Life
Obama to celebrate civil rights law that laid the groundwork for his presidency
U.S. President Barack Obama. PHOTO/File
(Reuters) – U.S. President Barack Obama this week celebrates the civil rights advances of 50 years ago which laid the groundwork for him to become the first black president, but his own record in making life better for the African American community that catalyzed his election is mixed.
Obama will join former presidents Jimmy Carter, Bill Clinton and George W. Bush in speaking at the Lyndon Baines Johnson presidential library in Austin, Texas, this week to mark a half century since Johnson’s landmark 1964 Civil Rights Act.
As the first African American president, Obama is the physical embodiment of racial progress that Johnson brought about. The civil rights law, the Voting Rights Act of 1965 and the creation of Medicare were instrumental in improving equality for racial minorities and putting desegregation in the past.
“What you can say is that trio of laws allowed for the ascent of Barack Obama to the presidency and any other person of color who might follow in his wake,” said Mark Updegrove, director of the LBJ library.
Obama’s top success for African Americans was gaining passage of the Affordable Care Act, the healthcare law that, after a rocky rollout, is intended as a safety net for millions of Americans. In addition, efforts by Obama’s attorney general, Eric Holder, to aggressively enforce civil rights laws are welcome in the African American community.
But creating jobs for African Americans has been a struggle. The annual State of Black America report by the National Urban League, entitled “One Nation Underemployed: Jobs Rebuild America,” said African Americans still lag far behind in jobs and opportunity.
The report said 20.5 percent of African-American workers are either jobless or working part-time, compared with 18.4 percent for Hispanic workers and 11.8 percent for white workers.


§ **PROBLEM TO SOLVE**:
Starting at the line with "This is a 1024", retype every remaining line of the records exactly. Do not include pictures.

§ **EXTRACTED MATERIAL**:
*-*-*
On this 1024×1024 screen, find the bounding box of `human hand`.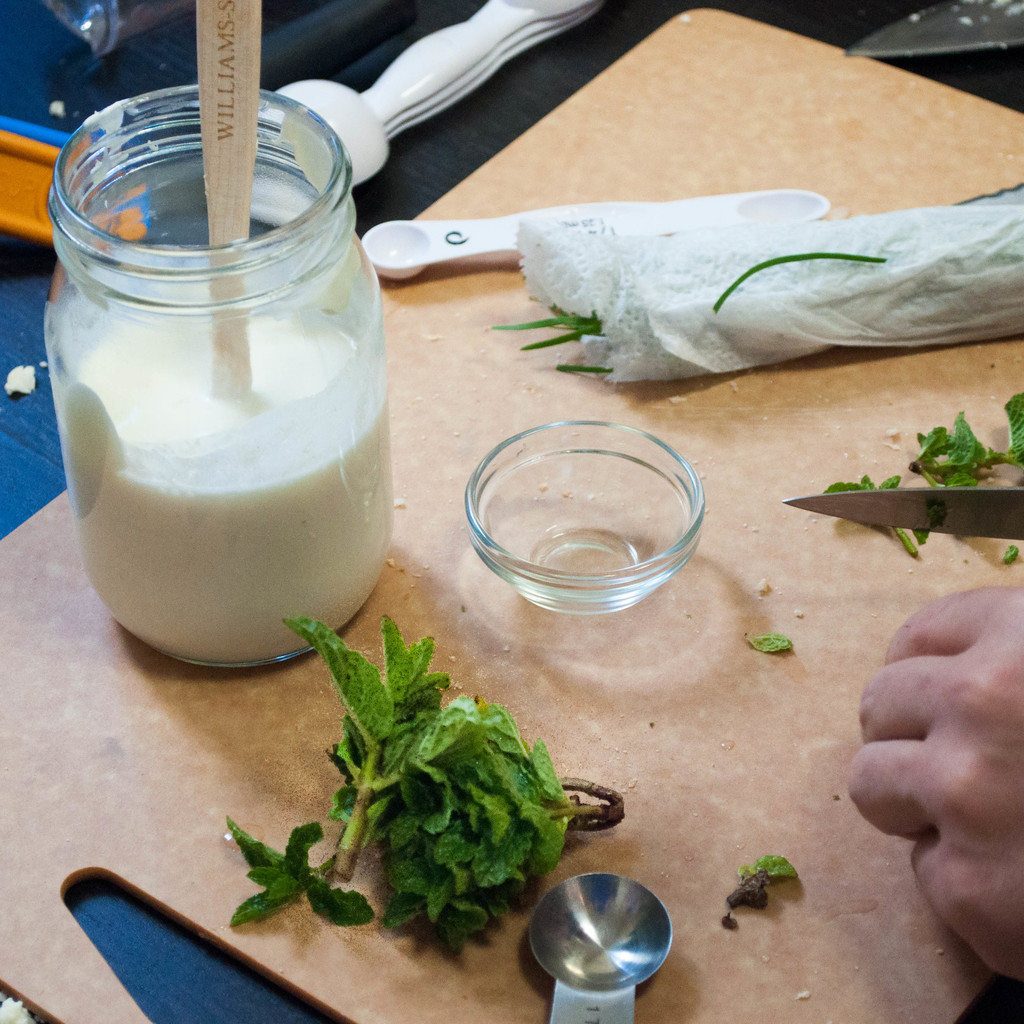
Bounding box: x1=781, y1=466, x2=1015, y2=957.
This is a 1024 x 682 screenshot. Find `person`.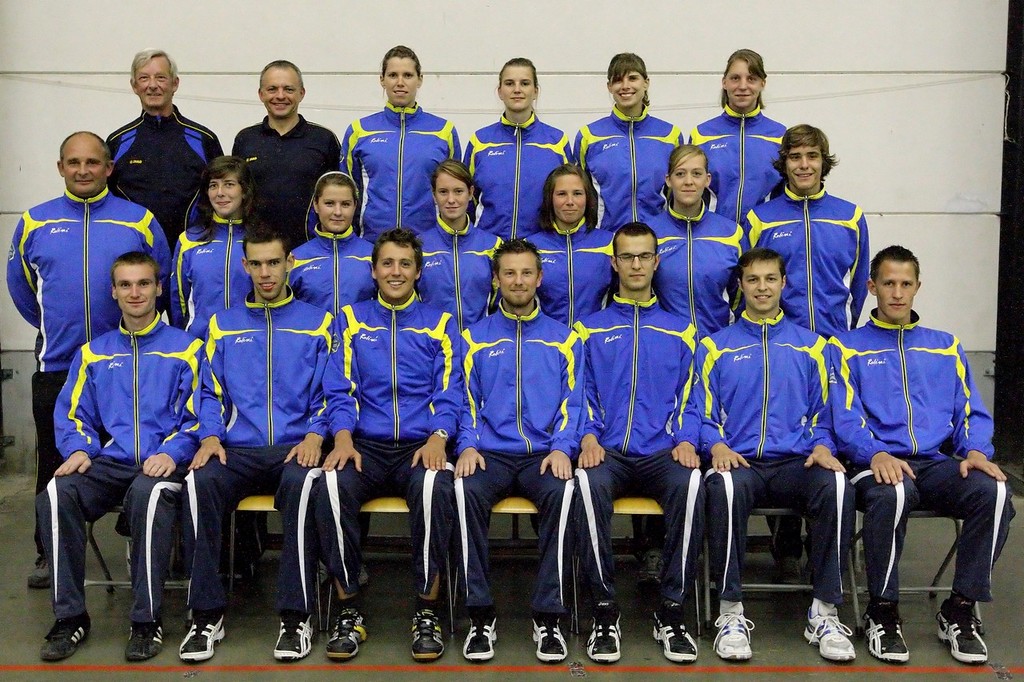
Bounding box: 846 231 993 661.
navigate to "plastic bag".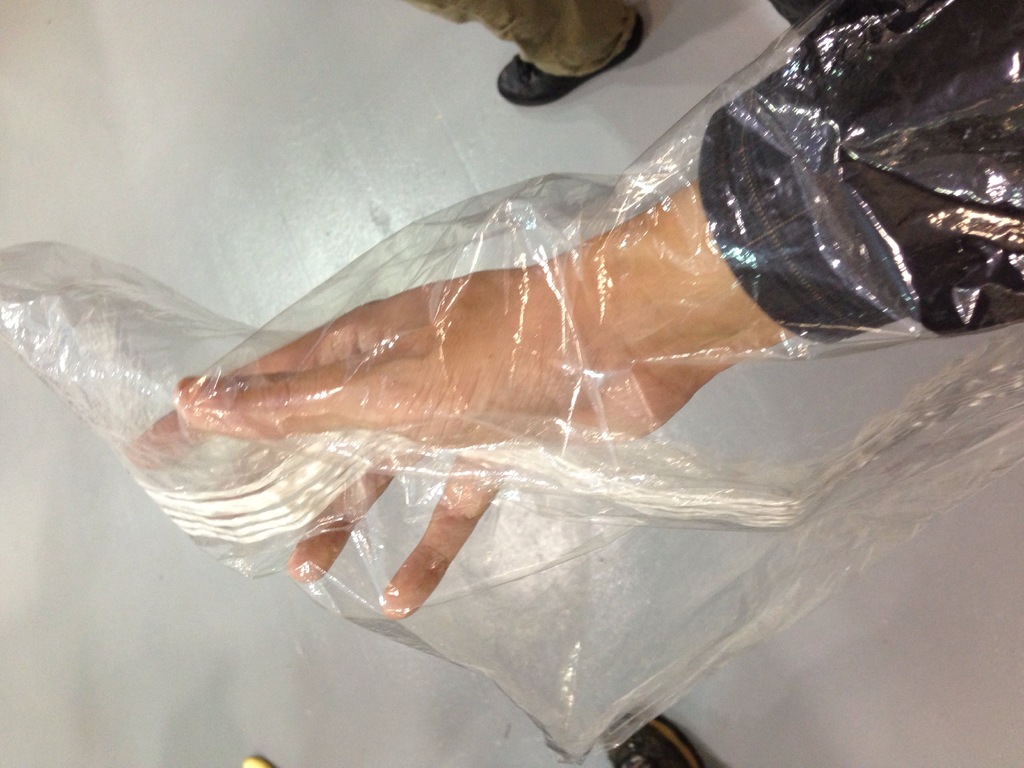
*-*-*
§ **RESPONSE TO THIS EXERCISE**:
This is a 1024 x 682 screenshot. Find `person`.
Bounding box: 846 231 993 661.
navigate to "plastic bag".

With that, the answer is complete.